China Reports First Human Case and Death From Rare, Highly Fatal Monkey B Virus

China Reports First Human Case and Death From Rare, Highly Fatal Monkey B Virus

Over the weekend, Chinese health officials reported the recent death of a veterinarian caused by the Monkey B virus, which he caught from one of the animals he handled. Though often fatal if untreated, the virus rarely infects humans and isn’t thought to be very contagious.

Monkey B is a species of herpesvirus that’s had many different names (including just B virus), but is now formally known as Macacine alphaherpesvirus 1, or McHV-1. The name is a reference to its natural host, the broad genus of old world monkeys known as macaques.
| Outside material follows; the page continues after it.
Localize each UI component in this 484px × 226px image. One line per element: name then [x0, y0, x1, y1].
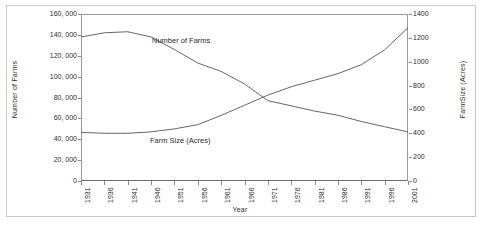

Genetically, it’s a very close relative of the herpes simplex-1 virus and herpes simplex-2 virus, or HSV-1 and HSV-2, two of the most common forms of herpes in humans. HSV-1 and HSV-2 can both cause genital herpes or cold sores, but HSV-1 tends to cause the latter and HSV-2 the former.

Like HSV-1, Monkey B in macaques tends to cause mild cold sores or no symptoms at all. But it’s capable of causing severe, often neurological illness on the rare occasions when it manages to sicken people. Since its discovery in the 1930s, according to the U.S. Centres for Disease Control and Prevention, there have been at least 50 reported cases of Monkey B in humans, with 21 people dying as a result. Most of these victims, like the latest case in China, contracted it through close contact with the bodily fluids of acutely infected macaque monkeys (many herpesviruses can lay dormant in the body after the acute infection).

This past Saturday, officials at China’s version of the CDC reported the case. According to the report, the victim was a 53-year-old veterinarian in Beijing who worked at a research institute focused on primate breeding. In mid-March, he dissected two dead monkeys. About a month later, he developed nausea and vomiting, along with fever and other, undescribed neurological symptoms.

By mid-April, testing of his spinal fluid indicated the possible presence of Monkey B, and further blood and saliva samples were collected from the man and two of his close contacts (a male doctor and female nurse). Though the testing confirmed his infection, the other two people tested negative. Sadly, after more than a month of several hospital trips, the man died from his infection on May 27. According to health officials, it’s the first known case and death attributed to Monkey B ever documented in China.

Monkey B may be highly fatal, even with antiviral therapy now available, but fortunately it appears to be very hard to catch. Only one documented case of human-to-human transmission has been reported since 1932, and that case was particularly peculiar. According to the 1987 CDC report on it, the victim had likely contracted it through applying the same skin cream used to soothe her infected husband’s skin wounds to a spot on her finger that had been scratched hard enough that it had begun to bleed. The husband and two other victims in the same cluster had all caught it from working in a research facility.

That’s not to say the risk is entirely zero to people, even in the U.S. A few years ago, the virus was discovered to be widespread in a population of rhesus monkeys living in Florida’s Silver Springs State Park. Though only a small percentage of these monkeys may be actively shedding the virus at any given time, it’s a good example of why it’s important to not get too close to the wildlife around us, no matter how cute or friendly they may seem.